Green’s Dictionary of Slang

Quotation search

Date

 to 

Country

Author

Source Title

Source from Bibliography

Tod Sloan by Himself choose

Quotation Text

[US] ‘Tod Sloan’ Tod Sloan by Himself 293: A well-balanced horse getting away last or nearly last has frequently the ‘bulge’ on the others from the very beginning.
at have the bulge on (v.) under bulge, n.
[US] ‘Tod Sloan’ Tod Sloan by Himself 241: All the time a lot of backbiters, who would abuse the friendship of anyone, gave me ‘the knock’.
at knock, v.
[US] ‘Tod Sloan’ Tod Sloan by Himself 3: How to get up on the saddle was a licker to me.
at licker, n.1
[US] ‘Tod Sloan’ Tod Sloan by Himself 149: I could never see [Tom Loates, a jockey] in the same street as his brother Sam.
at not in the same street (adj.) under same, adj.
[US] ‘Tod Sloan’ Tod Sloan by Himself 141: Lord William and Huggins had hopes of Caiman proving a top-sawyer, but [...] I never held any view about him except that he was a good class selling plater.
at top sawyer, n.
[US] ‘Tod Sloan’ Tod Sloan by Himself 28: For fifteen years he was always plunging, and in his time he pulled off the biggest strokes in the country, betting as much sometimes as fifty thousand dollars on a race.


§ **What you will do**:
Find the "Find the location of a particular element." line in the records below and repeat it and every later line exactly, up to the last; do not include pictures.

Screenshot grounding data:
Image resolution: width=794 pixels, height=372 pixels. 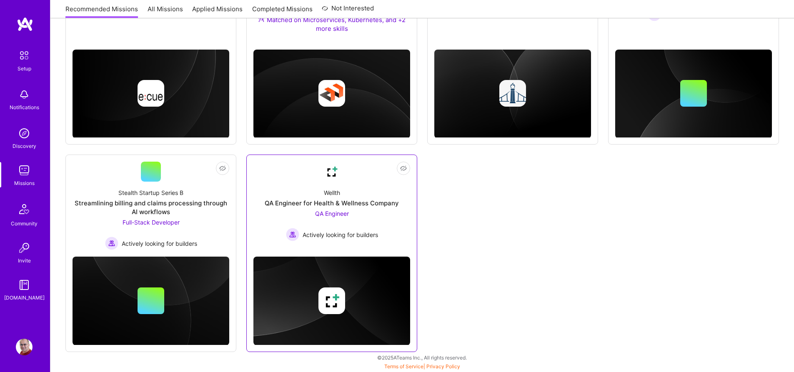 What do you see at coordinates (151, 193) in the screenshot?
I see `div: Stealth Startup Series B` at bounding box center [151, 193].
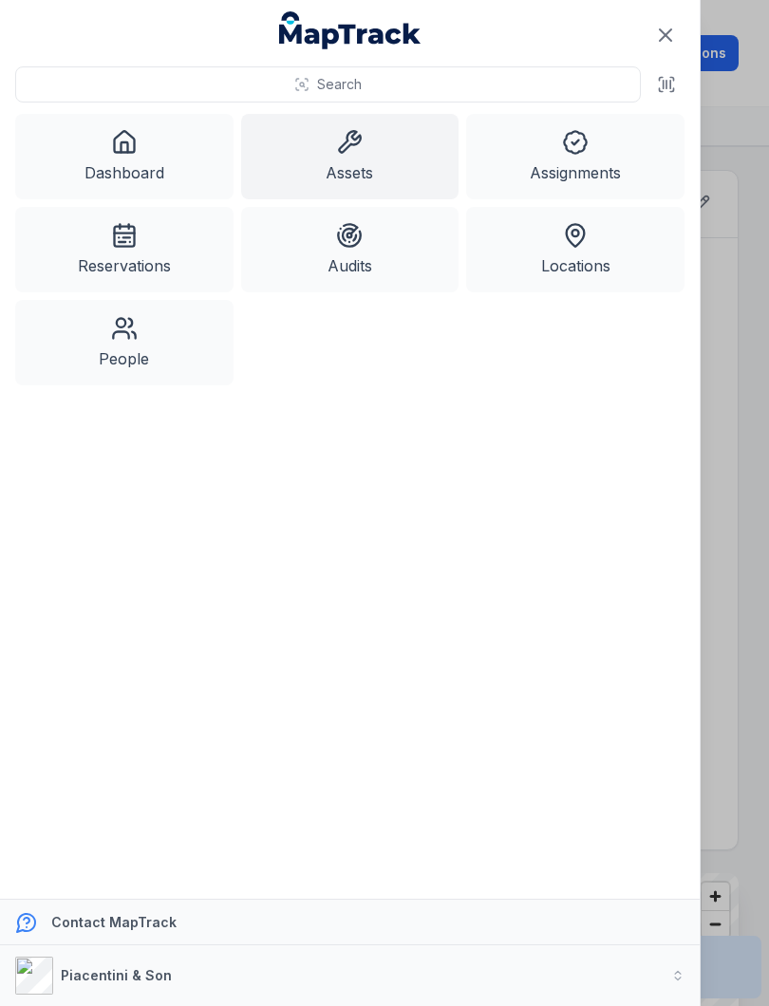 The height and width of the screenshot is (1006, 769). I want to click on a: Locations, so click(575, 250).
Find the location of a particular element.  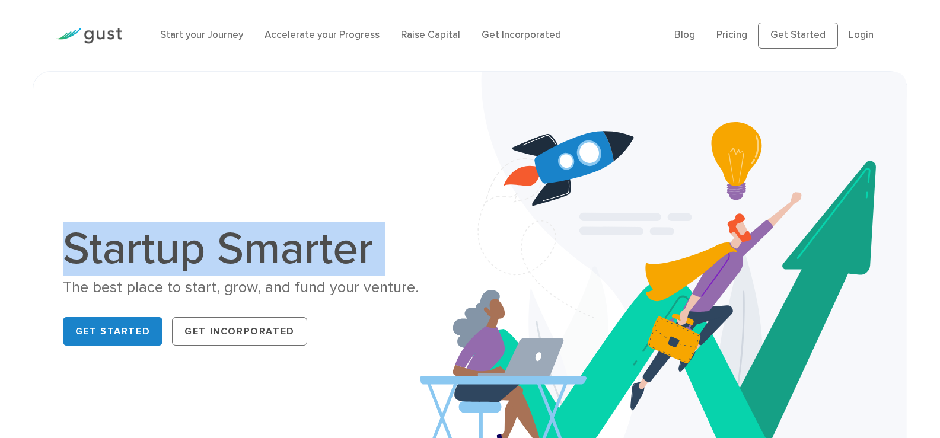

h1: Startup Smarter is located at coordinates (262, 249).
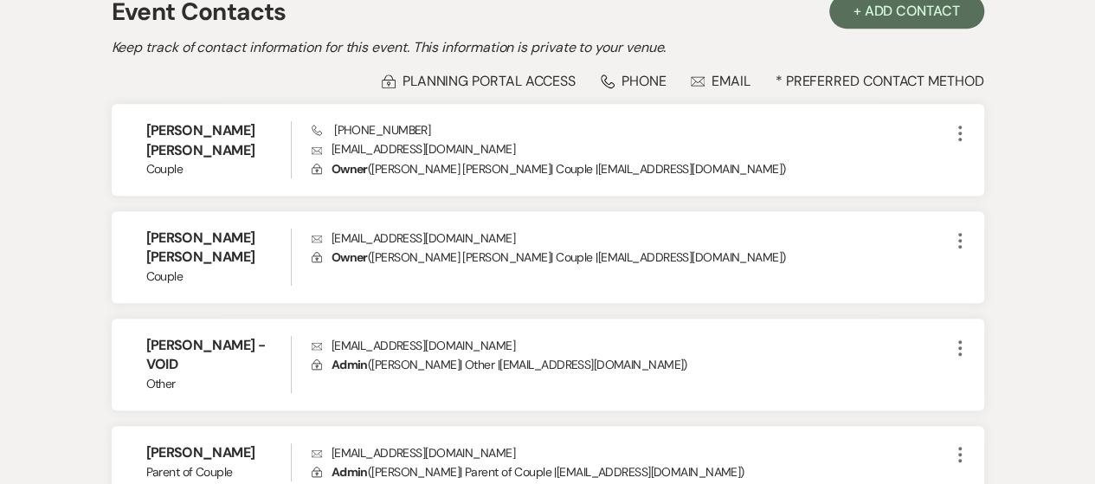  What do you see at coordinates (218, 383) in the screenshot?
I see `span: Other` at bounding box center [218, 383].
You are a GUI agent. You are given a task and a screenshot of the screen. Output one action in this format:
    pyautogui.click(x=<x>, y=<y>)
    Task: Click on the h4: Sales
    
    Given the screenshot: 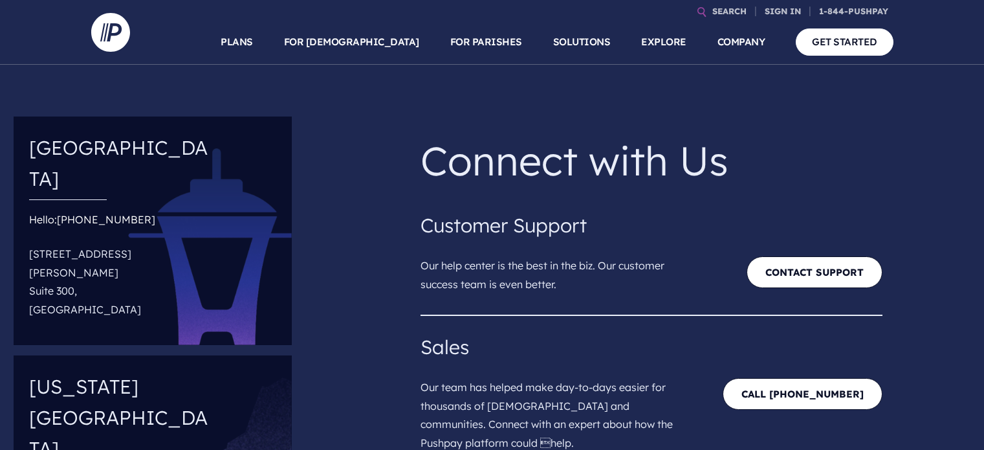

§ **Response for this exercise**:
Find the location of a particular element.  

h1: Startup Smarter is located at coordinates (262, 249).
  What do you see at coordinates (218, 383) in the screenshot?
I see `span: Other` at bounding box center [218, 383].
You are a GUI agent. You are given a task and a screenshot of the screen. Output one action in this format:
    pyautogui.click(x=<x>, y=<y>)
    Task: Click on the h4: Sales
    
    Given the screenshot: 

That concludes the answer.